Current Project and Lens to Philippine Ethnomusicology
Tuesday, April 9th, 2024 from 4:00pm–6:00pm
2960 Broadway, Room 701C (The Center for Ethnomusicology), Dodge Hall, New York, NY 10027
ABSTRACT:
The sense of loss -- or survival at the edge of attention and audibility -- gives substance to the stories of marginalization of indigenous peoples in some Southeast Asian regions. Such narratives drawn from these regions are part of my project of song cycles. I trace this project from 2016 when I extended my research about the ideological substrates of the "Binanog" (Panay Bukidnon's hawk-eagle music dance tradition, Philippines) to research on a range of bird-inspired dances practiced among Southeast Asian indigenous groups, such as the Tai-Yai of Thailand, the Bidayuh of Malaysia and the Hmong of Laos, among others. My Asian Cultural Council-funded (ACC) project titled "Voices Lost in Industrial Winds" draws upon a range of sound sources, especially chants and rhythms that echo socio-political, economic, cultural, and other issues relevant to my research participants and their communities. I link my creative-research project to one of the many forms of Philippine Ethnomusicology's practices and methodologies, providing a perspective to its otherwise multi-and-dynamic countenances.
SPEAKER BIO:
Maria Christine M. Muco is Professor at the University of the Philippines-College of Music. She is a recipient of the 2023-2024 Asian Cultural Council Fellowship (NY and ASEAN), the 2022 Rockefeller Foundation's Bellagio Fellowship (Italy), 2016 Fulbright Foundation senior scholarship, and the 2016 Japan Foundation Asia Center (JFAC). Her publications include Sibod: Ideology and Expressivity in Binanog Dance, Music, and Folkways of the Panay Bukidnon, Ateneo Press, National Book Award (Philippines) finalist in 2017; "Visual Depictions and Ponderings: Sinday-Muro and Other Beings of Panay Cosmology", Humanities Diliman Journal, vol. 21, no. 1, July-December 2023, U.P. Press; "Indigenous Spirituality and Christianity: Rites, Music, and Crises among Panay Natives", Filipinas Journal, 2022; "Ang Limog sa Sugidanon", Mga Pag-aaral sa Epikong Bayanng Filipinas: Tradisyon, Lipunan, Inobasyon. NCCA, 2020; "Binukot and Nabukot: From Myth to Practice, Humanities Diliman Journal, vol. 14, no. 1, July-December 2016, Q.C., Philippines: U.P. Press; Mumunting Tinig, New Works for Children's Choral Pieces, NCCA, 2015; "As Healers Dance: A Processual View of Panay Bukidnons' Babaylan in Motion", and Back from the Crocodiles Belly. Sta. Rosa, California, U.S.A.: Center for Babaylan Studies, 2013.
Performers: Nicole Eliev (soprano), Yuk Shing Tang (pianist), Titus Levi (baritone)
Songs' lyricists: Jesus Insilada, Perla Supetran, Feliza Castor, Jocelyn Evangelyo, Master Sangkram, Kaying Lor, and Bidayuh Wynner.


**EXERCISE AIM**
The expected output is the complete listing, copied word for word.

**DATA FOR ANALYSIS**
↓
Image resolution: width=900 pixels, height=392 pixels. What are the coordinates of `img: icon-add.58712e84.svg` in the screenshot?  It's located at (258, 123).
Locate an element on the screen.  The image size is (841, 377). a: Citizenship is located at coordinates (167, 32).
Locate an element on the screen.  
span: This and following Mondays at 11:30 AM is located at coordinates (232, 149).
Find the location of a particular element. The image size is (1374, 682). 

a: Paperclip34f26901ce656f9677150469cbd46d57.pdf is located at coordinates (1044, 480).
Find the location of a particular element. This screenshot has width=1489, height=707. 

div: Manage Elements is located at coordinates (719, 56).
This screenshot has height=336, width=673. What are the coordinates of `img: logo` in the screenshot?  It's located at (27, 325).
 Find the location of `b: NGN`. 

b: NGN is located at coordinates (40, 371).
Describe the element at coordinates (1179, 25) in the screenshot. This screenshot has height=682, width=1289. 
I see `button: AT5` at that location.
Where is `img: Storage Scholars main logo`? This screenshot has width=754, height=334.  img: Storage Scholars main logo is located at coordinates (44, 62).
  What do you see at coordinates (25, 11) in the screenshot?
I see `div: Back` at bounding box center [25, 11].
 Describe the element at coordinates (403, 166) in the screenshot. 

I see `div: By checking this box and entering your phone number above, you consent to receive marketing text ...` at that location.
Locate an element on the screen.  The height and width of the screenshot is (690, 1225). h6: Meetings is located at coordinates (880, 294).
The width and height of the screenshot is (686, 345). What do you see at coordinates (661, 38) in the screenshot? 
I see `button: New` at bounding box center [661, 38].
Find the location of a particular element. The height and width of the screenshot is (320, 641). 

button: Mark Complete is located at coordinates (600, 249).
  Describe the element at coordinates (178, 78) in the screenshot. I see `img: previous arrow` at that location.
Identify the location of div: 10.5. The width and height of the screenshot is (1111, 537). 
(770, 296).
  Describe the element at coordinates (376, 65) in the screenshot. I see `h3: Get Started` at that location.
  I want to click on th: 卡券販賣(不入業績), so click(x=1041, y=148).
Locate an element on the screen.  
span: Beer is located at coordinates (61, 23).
↑
**SOLUTION FOR THIS PROBLEM**
Image resolution: width=900 pixels, height=392 pixels. What are the coordinates of `img: icon-add.58712e84.svg` in the screenshot?  It's located at (258, 123).
Locate an element on the screen.  The image size is (841, 377). a: Citizenship is located at coordinates (167, 32).
Locate an element on the screen.  
span: This and following Mondays at 11:30 AM is located at coordinates (232, 149).
Find the location of a particular element. The image size is (1374, 682). 

a: Paperclip34f26901ce656f9677150469cbd46d57.pdf is located at coordinates (1044, 480).
Find the location of a particular element. This screenshot has width=1489, height=707. 

div: Manage Elements is located at coordinates (719, 56).
This screenshot has height=336, width=673. What are the coordinates of `img: logo` in the screenshot?  It's located at (27, 325).
 Find the location of `b: NGN`. 

b: NGN is located at coordinates (40, 371).
Describe the element at coordinates (1179, 25) in the screenshot. This screenshot has height=682, width=1289. 
I see `button: AT5` at that location.
Where is `img: Storage Scholars main logo`? This screenshot has width=754, height=334.  img: Storage Scholars main logo is located at coordinates (44, 62).
  What do you see at coordinates (25, 11) in the screenshot?
I see `div: Back` at bounding box center [25, 11].
 Describe the element at coordinates (403, 166) in the screenshot. 

I see `div: By checking this box and entering your phone number above, you consent to receive marketing text ...` at that location.
Locate an element on the screen.  The height and width of the screenshot is (690, 1225). h6: Meetings is located at coordinates (880, 294).
The width and height of the screenshot is (686, 345). What do you see at coordinates (661, 38) in the screenshot? 
I see `button: New` at bounding box center [661, 38].
Find the location of a particular element. The height and width of the screenshot is (320, 641). 

button: Mark Complete is located at coordinates (600, 249).
  Describe the element at coordinates (178, 78) in the screenshot. I see `img: previous arrow` at that location.
Identify the location of div: 10.5. The width and height of the screenshot is (1111, 537). 
(770, 296).
  Describe the element at coordinates (376, 65) in the screenshot. I see `h3: Get Started` at that location.
  I want to click on th: 卡券販賣(不入業績), so click(x=1041, y=148).
Locate an element on the screen.  
span: Beer is located at coordinates (61, 23).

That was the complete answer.